1747–48
(German, 1712–1761)
Pen and brown and gray ink and brush and gray wash heightened with white gouache; incised, verso coated with red chalk
Support: Two sheets (joined) of blue laid paper
Sheet: 52.2 x 73.5 cm (20 9/16 x 28 15/16 in.)
Dudley P. Allen Fund 1967.22
The rarely depicted St. Deicolus was an Irish monk who lived in the 600s and was known for his retreat to a hermitage in a forest.

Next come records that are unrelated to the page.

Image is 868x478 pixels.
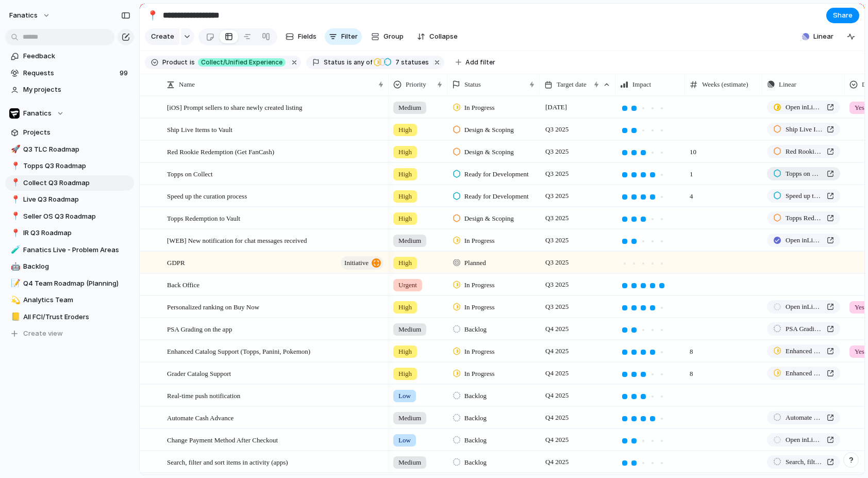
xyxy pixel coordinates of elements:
[144,7,161,23] button: 📍
[119,68,130,78] span: 99
[833,11,852,21] span: Share
[23,245,130,255] span: Fanatics Live - Problem Areas
[464,258,486,268] span: Planned
[398,258,412,268] span: High
[5,243,134,258] a: 🧪Fanatics Live - Problem Areas
[5,65,134,81] a: Requests99
[854,302,864,312] span: Yes
[542,323,571,335] span: Q4 2025
[5,106,134,121] button: Fanatics
[767,411,840,425] a: Automate Cash Advance
[786,213,823,223] span: Topps Redemption to Vault
[767,233,840,247] a: Open inLinear
[196,57,288,68] button: Collect/Unified Experience
[464,80,481,90] span: Status
[767,123,840,136] a: Ship Live Items to Vault
[298,31,316,42] span: Fields
[464,413,486,423] span: Backlog
[392,58,429,67] span: statuses
[398,368,412,379] span: High
[9,262,20,272] button: 🤖
[9,295,20,305] button: 💫
[786,147,823,156] span: Red Rookie Redemption (Get FanCash)
[786,346,823,356] span: Enhanced Catalog Support (Topps, Panini, Pokemon)
[786,169,823,179] span: Topps on Collect
[23,228,130,238] span: IR Q3 Roadmap
[542,412,571,424] span: Q4 2025
[11,211,18,222] div: 📍
[779,80,796,90] span: Linear
[9,144,20,155] button: 🚀
[413,28,462,45] button: Collapse
[9,211,20,222] button: 📍
[398,324,421,335] span: Medium
[167,279,200,290] span: Back Office
[464,368,495,379] span: In Progress
[826,8,859,23] button: Share
[767,145,840,159] a: Red Rookie Redemption (Get FanCash)
[542,168,571,180] span: Q3 2025
[23,178,130,188] span: Collect Q3 Roadmap
[341,31,358,42] span: Filter
[786,435,823,445] span: Open in Linear
[23,68,117,78] span: Requests
[167,434,278,445] span: Change Payment Method After Checkout
[464,391,486,401] span: Backlog
[167,301,259,312] span: Personalized ranking on Buy Now
[9,312,20,322] button: 📒
[702,80,749,90] span: Weeks (estimate)
[352,58,372,67] span: any of
[167,190,247,201] span: Speed up the curation process
[464,213,514,224] span: Design & Scoping
[808,391,821,400] span: Push
[398,391,411,401] span: Low
[11,177,18,188] div: 📍
[190,58,195,67] span: is
[464,191,529,201] span: Ready for Development
[786,457,823,467] span: Search, filter and sort items in activity (apps)
[464,169,529,179] span: Ready for Development
[5,176,134,191] div: 📍Collect Q3 Roadmap
[11,294,18,307] div: 💫
[685,363,762,379] span: 8
[162,58,188,67] span: Product
[685,142,762,157] span: 10
[542,279,571,291] span: Q3 2025
[167,367,231,379] span: Grader Catalog Support
[11,244,18,256] div: 🧪
[786,191,823,201] span: Speed up the curation process
[23,127,130,138] span: Projects
[786,102,823,112] span: Open in Linear
[179,80,195,90] span: Name
[5,309,134,325] a: 📒All FCI/Trust Eroders
[5,209,134,224] div: 📍Seller OS Q3 Roadmap
[808,257,821,267] span: Push
[188,57,197,68] button: is
[5,292,134,308] a: 💫Analytics Team
[792,389,826,403] button: Push
[398,124,412,135] span: High
[5,159,134,174] a: 📍Topps Q3 Roadmap
[167,389,240,401] span: Real-time push notification
[542,190,571,202] span: Q3 2025
[542,301,571,313] span: Q3 2025
[767,167,840,181] a: Topps on Collect
[542,101,569,114] span: [DATE]
[542,389,571,402] span: Q4 2025
[5,259,134,275] div: 🤖Backlog
[344,256,368,270] span: initiative
[11,261,18,273] div: 🤖
[464,147,514,157] span: Design & Scoping
[464,124,514,135] span: Design & Scoping
[5,225,134,241] div: 📍IR Q3 Roadmap
[5,142,134,157] div: 🚀Q3 TLC Roadmap
[345,57,374,68] button: isany of
[23,144,130,155] span: Q3 TLC Roadmap
[398,346,412,357] span: High
[398,147,412,157] span: High
[557,80,586,90] span: Target date
[464,102,495,113] span: In Progress
[406,80,427,90] span: Priority
[398,435,411,445] span: Low
[398,280,417,290] span: Urgent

German artist Johann Wolfgang Baumgartner's innovations in rococo design are magnificently demonstrated in this sheet showing the story of Saint Deicolus and the Boar. The format of the work imitates that of a decorative cartouche, an ornamental framework surrounding an open field usually reserved for an inscription or emblem. Baumgartner ingeniously adapted the cartouche form for this scene: the framing elements seem to grow out of the landscape but are clearly artificial, and have the appearance of exuberant metalwork intertwined with vegetation and rocks. Deicolus was an Irish saint who founded an abbey in the Burgundy region of France. Baumgartner shows an incident in which Deicolus saved a boar from the hunting party of the ruler Clotaire II. The highly finished drawing on blue paper was made as a design for print from a suite combining saints with depictions of the hunt.